**Problem requirements**
The line containing "Image resolution: width=1233" and every line after it, through the last one below: output exactly these and nothing else.
================================
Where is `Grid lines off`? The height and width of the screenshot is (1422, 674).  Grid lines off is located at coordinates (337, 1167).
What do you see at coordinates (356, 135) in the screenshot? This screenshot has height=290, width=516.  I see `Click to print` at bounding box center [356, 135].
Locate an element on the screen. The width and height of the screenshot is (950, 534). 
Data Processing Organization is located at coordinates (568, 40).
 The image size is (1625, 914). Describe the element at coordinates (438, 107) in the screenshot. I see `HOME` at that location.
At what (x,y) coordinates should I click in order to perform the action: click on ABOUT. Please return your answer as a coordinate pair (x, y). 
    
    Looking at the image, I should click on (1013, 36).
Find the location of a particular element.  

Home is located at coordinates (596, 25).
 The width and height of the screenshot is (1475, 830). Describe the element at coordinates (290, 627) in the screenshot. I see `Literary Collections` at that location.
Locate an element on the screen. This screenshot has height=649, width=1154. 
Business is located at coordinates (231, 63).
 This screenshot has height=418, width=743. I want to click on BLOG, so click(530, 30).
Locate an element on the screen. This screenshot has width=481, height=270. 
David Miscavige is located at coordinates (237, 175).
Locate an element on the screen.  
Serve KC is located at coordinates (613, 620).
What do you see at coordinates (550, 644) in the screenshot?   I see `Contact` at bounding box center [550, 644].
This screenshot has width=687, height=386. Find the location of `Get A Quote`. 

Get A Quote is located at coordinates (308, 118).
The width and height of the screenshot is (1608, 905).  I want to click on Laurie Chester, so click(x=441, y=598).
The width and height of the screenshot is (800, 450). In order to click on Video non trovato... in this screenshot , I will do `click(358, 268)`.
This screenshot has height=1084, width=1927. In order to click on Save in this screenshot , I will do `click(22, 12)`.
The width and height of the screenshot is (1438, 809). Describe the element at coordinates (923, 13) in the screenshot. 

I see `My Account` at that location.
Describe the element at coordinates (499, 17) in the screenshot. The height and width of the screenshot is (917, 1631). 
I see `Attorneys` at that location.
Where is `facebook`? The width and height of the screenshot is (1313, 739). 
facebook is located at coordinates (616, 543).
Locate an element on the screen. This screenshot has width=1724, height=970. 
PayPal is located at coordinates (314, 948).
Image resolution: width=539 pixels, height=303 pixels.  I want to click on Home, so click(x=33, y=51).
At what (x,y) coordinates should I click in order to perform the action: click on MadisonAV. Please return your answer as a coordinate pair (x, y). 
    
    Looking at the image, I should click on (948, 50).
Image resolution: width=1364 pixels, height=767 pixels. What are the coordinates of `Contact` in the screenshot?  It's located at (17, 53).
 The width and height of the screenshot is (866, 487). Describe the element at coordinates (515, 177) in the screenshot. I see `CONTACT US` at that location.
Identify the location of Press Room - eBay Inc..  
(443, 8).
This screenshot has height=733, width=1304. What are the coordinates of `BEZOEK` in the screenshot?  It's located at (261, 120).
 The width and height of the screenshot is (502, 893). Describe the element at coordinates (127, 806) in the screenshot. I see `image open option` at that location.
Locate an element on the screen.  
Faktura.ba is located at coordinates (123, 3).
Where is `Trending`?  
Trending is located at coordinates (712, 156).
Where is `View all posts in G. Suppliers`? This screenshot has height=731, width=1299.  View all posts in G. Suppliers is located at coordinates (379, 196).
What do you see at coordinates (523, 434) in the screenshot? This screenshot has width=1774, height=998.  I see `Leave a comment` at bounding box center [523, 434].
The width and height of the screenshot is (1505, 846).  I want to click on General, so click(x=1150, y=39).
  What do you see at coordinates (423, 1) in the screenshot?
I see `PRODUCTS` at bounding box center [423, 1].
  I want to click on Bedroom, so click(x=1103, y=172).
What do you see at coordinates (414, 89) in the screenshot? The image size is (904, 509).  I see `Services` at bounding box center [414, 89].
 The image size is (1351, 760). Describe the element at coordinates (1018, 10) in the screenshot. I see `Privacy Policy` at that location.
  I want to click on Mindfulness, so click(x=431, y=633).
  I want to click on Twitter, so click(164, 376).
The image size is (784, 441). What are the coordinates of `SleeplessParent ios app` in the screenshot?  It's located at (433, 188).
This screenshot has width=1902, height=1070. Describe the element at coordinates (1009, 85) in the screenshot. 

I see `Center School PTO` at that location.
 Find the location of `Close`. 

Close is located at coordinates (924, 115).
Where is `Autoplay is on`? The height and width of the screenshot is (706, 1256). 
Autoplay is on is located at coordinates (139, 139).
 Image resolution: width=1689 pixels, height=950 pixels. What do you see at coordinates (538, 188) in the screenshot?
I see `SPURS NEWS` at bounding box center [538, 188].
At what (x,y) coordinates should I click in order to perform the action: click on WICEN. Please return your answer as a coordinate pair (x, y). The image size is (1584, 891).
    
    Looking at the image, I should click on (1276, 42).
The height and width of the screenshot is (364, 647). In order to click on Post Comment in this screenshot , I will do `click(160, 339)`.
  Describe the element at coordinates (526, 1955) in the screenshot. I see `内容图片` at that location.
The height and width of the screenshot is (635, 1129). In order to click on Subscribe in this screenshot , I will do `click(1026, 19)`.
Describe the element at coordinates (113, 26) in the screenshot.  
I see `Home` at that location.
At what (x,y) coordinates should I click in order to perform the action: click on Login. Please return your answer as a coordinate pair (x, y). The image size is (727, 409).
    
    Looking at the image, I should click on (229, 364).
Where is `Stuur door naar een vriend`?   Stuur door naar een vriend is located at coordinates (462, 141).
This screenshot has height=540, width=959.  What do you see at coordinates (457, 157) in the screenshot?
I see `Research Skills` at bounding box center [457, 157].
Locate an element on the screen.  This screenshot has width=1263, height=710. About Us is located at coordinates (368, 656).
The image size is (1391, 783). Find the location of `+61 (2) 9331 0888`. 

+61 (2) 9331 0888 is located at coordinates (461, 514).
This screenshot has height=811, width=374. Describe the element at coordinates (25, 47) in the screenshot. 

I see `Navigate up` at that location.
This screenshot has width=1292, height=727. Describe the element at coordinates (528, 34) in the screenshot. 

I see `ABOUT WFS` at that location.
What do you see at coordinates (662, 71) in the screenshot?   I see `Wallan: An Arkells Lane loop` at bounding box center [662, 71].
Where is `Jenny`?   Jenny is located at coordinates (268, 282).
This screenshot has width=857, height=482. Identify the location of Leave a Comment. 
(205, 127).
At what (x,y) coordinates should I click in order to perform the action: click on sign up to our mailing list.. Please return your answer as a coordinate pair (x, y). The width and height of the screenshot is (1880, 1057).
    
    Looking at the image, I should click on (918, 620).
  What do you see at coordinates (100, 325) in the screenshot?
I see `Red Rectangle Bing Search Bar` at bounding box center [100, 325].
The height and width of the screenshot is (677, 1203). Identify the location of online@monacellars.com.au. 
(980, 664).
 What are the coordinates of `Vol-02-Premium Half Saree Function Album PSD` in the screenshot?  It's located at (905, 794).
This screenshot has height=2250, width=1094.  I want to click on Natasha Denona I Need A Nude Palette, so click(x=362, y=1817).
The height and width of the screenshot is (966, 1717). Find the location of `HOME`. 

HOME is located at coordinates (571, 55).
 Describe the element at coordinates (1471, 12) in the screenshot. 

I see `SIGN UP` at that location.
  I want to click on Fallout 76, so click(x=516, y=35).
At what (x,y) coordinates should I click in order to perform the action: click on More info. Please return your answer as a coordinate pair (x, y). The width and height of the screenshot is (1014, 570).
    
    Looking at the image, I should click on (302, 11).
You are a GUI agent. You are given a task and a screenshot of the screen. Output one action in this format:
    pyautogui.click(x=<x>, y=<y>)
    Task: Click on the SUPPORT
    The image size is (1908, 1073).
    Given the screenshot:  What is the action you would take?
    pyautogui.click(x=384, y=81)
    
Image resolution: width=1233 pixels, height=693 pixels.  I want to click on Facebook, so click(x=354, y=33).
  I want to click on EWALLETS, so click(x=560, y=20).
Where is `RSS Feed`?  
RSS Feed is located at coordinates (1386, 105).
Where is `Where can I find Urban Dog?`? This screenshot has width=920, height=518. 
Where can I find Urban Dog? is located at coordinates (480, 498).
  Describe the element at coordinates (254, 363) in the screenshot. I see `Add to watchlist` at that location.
================================
**Solution to the exercise**
Image resolution: width=1233 pixels, height=693 pixels.  I want to click on Facebook, so click(x=354, y=33).
  I want to click on EWALLETS, so click(x=560, y=20).
Where is `RSS Feed`?  
RSS Feed is located at coordinates (1386, 105).
Where is `Where can I find Urban Dog?`? This screenshot has width=920, height=518. 
Where can I find Urban Dog? is located at coordinates (480, 498).
  Describe the element at coordinates (254, 363) in the screenshot. I see `Add to watchlist` at that location.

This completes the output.